Lennon felt her cheeks flush warm at the praise.
“But there’s more to persuasion than blunt power. Now that you’ve learned to summon an elevator at will, the most important thing for you to practice is knowing when to hold back. Restraint will get you farther than brute force.”
Lennon relented, knowing he was right. “I could’ve done it, you know. If you hadn’t stopped me. I can do it anytime I want to now. I’ve finally got the hang of it.”
Dante’s gaze remained even. “What changed?”
“What do you mean?”
“I mean what was your lynchpin? How did you unlock it?”
“I don’t know…” Lennon grasped for words to describe what felt like the ineffable. “It was just different in Amsterdam, more within my control. I felt like I had, or claimed, authority.”
“Elaborate on that,” said Dante, adopting a tone that was similar to the one he lectured with in class.
Lennon frowned, thinking. “The first time, in the garden, it felt both emotional and almost…hapless or accidental. And at Benedict’s, I felt like I opened an elevator out of desperation. As if I was, I don’t know, begging for it. Pleading almost. But in Amsterdam…in a way it felt like for the first time I made it happen. It was my will, my choice, alone. Not me being backed into a corner by Benedict or something supernatural happening to me. The elevator in Amsterdam felt like it belonged to me, and me only.”
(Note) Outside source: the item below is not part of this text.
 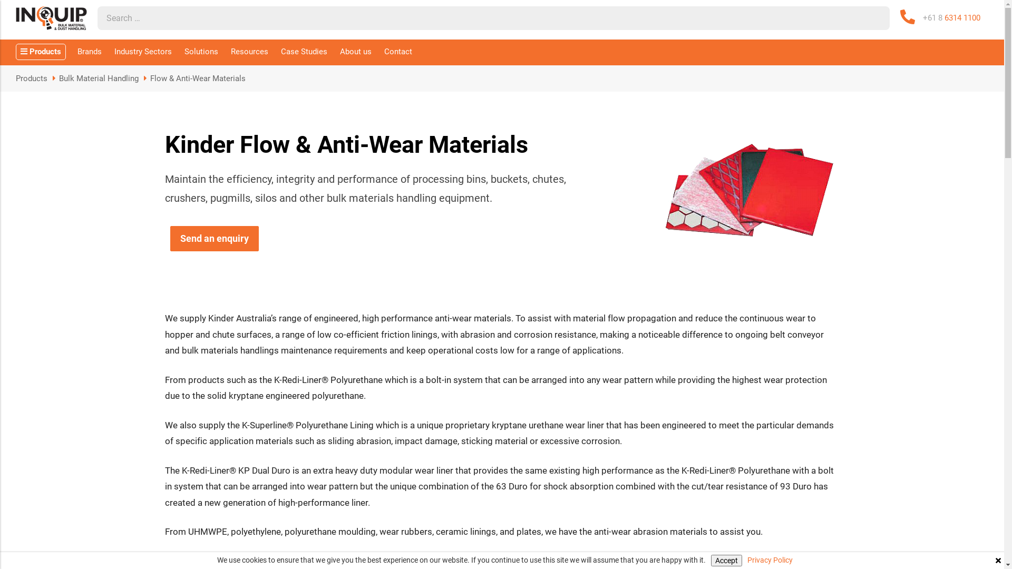 I want to click on Industry Sectors, so click(x=143, y=53).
“And you feel changed by that?”
Lennon hadn’t realized it until Dante had said it, but he was absolutely right. She was different—changed, as he put it. “I guess I feel like I won’t be the same after this. Like there was a before and an after. Now I know I can make an elevator appear not because I asked or begged for it, but because I’ll make it happen. No matter the cost. Even if I go mad doing it—if I bleed out through my nose or suffer a seizure—I know that I can.”
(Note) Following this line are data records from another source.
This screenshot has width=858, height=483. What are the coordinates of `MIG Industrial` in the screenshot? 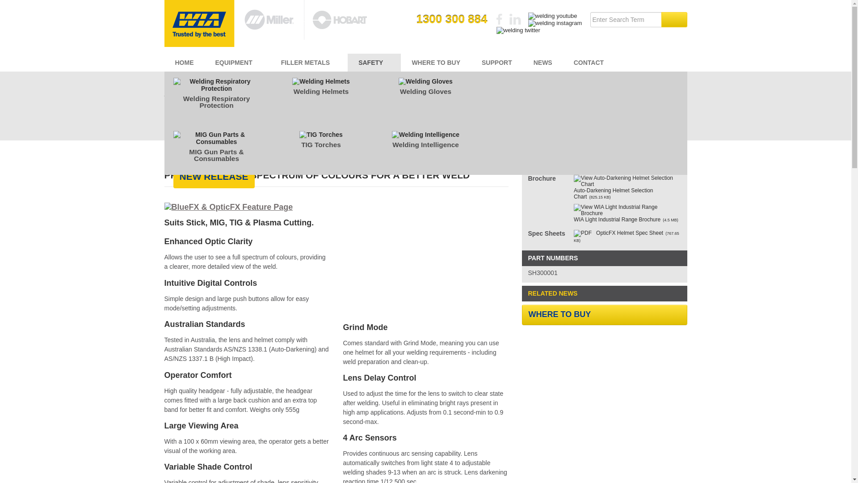 It's located at (321, 91).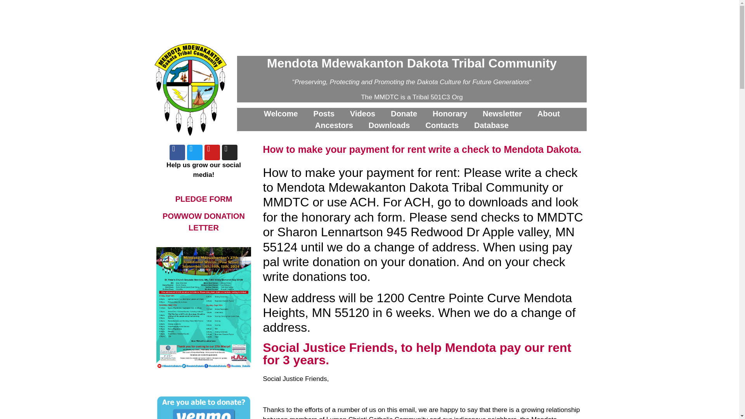 The image size is (745, 419). Describe the element at coordinates (502, 113) in the screenshot. I see `Newsletter` at that location.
Dante smiled, looking almost impressed. If he wasn’t exhausted before, the act of tamping down her will had drained him fully. It was clear to Lennon that he had nothing left to give. If she tried to open an elevator now, she doubted he’d even be strong enough to stop her. And there was something about that fact—his vulnerability in the moment—that she found almost…endearing.
“Are you sure we shouldn’t try to make our way back to Drayton?” she said, and in what was perhaps too intimate a gesture she snatched a tissue from the box on the coffee table and wiped the blood from the edges of his mouth. “Isn’t there someone, anyone, we could call?”
“There is,” said Dante, closing his eyes. She’d half expected him to flinch away when she put the tissue to his lips, but he seemed at ease. “But all they’d be able to do is tell us to make our way to the closest gate. As it stands, I’m spent, and I need to rest. It’d be easier to drive down to Benedict’s in the morning than make our way to the nearest airport and fly into Savannah.”
“But we don’t have a car.”
“We’ll get one,” said Dante, stifling a yawn. “We rest tonight and leave in the morning,” he said, and she could tell from his tone that they’d reached the end of this discussion, and that he’d reached the end of his patience. He got up and went to the couch, where he would remain, sitting pensive and watchful, through the last of the night.